Wolves are a serious Enemy to the Sheep Plan in Places where there are the largest Ranges. Time may perhaps subdue them. But we have paid, for 40 or 50 Years past, out of our County Rates, 20/ for a Wolf’s Head; & tho’ they are chiefly banished from our Plains & older Settlements, yet on our Mountains they are plenty. Where a large Ridge runs thro’ a Country, in other Parts ever so well peopled, they find Retreats & breed prodigiously. Unless we can have the Pyrennean Millenium, in which Wolves & Sheep it seems, live together, in worshipful Society, I know not a speedy Remedy—I lay, not long ago, at the Foot of the South Mountain, in York County in this State, in a Country very thickly settled, at the House of a Justice of Peace—Thro’ the Night I was kept awake by what I concieved to be a Jubilee of Dogs assembled to bay the Moon. But I was told in the Morning that what disturbed me, was only the common Howling of Wolves which Nobody there regarded. When I entered the Hall of Justice, I found the Squire giving Judgment for the Reward on two Wolf Whelps, a Country man had taken from the Bitch—The Judgment Seat was shaken with the Intelligence, that the She-Wolf was coming—not to give Bail—but to devote herself or rescue her Offspring. The Animal was punished, for this daring Contempt, committed in the Face of the Court, & was shot within an hundred Yards of the Tribunal—The Storgè [instinctive affection] had prompted her to go a little too far.

Dogs are also formidable—too many being uselessly kept by the wealthy & not a few by Poor People who do not feed them. The Law is exactly the same as in England. But it is difficult to prove that the Owner had the required scienter [knowledge] of his Dog being accustomed to kill Sheep. It is also difficult to discover the Destroyer. He often reigns like an Achilles, but not so open in his Feats of Destruction.

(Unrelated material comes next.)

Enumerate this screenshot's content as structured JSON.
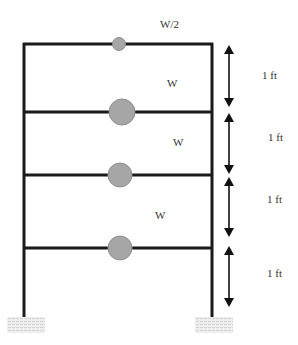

We suffer therefore the Devastations committed by this nocturnal Marauder, & see our slaughtered Sheep—

‘Whose Limbs unburied on the naked Shore Devouring Dogs & hungry Vultures tore.’ [Homer, Iliad]

“As to the Law—our Farmers, are not fond of it on such Occasions. They think the first Loss sufficient: And rather submit to the Ravages of the ‘devouring Dogs’ than risque their Purses being ‘torn’ by those they dread as much as if they were ‘hungry Vultures.’ In short they prefer losing the Value of their Sheep to being fleeced, as they suppose; in a Prosecution for Damages. If they discover the guilty Dog they proceed in a summary Way—They shoot him—or otherwise put an End to his Career. To multiply their Chances of punishing the Culprit, they often bring to the Lanterne or Guillotin a Number of Victims, as is sometimes done on more important Occasions. A Practice however not very justifiable—even in the Case of Dogs. It is doing Justice as quickly, if not so reputably, as was done in England by their old Court of Trail-baton; which, as my Lord Coke says, was as rapid in its Movements ‘as one might draw or traile a Staffe or Stycke.’

“We must establish such a Court here if the Business of Sheep feeding is largely extended; & perhaps send for some Pyrennean Wolves to train our Mountaineers to a little more Civility. If this fails, we must turn our Dogs upon them &, as artful Politicians treat their fellow-Bipeds, keep ourselves safe by stimulating one Enemy to root out another, & so ruin both in the Contest—Seriously—if we had the Means of keeping large Flocks, so as to employ Shepherds, we might manage both Wolves & Dogs—But at present it is not an attainable Object” (DLC:GW).

GW sent these observations with his letter to Young of 1 September. For previous comments on U.S. agriculture that Peters had prepared for Young at GW’s request, see Peters to GW, 20 June 1792.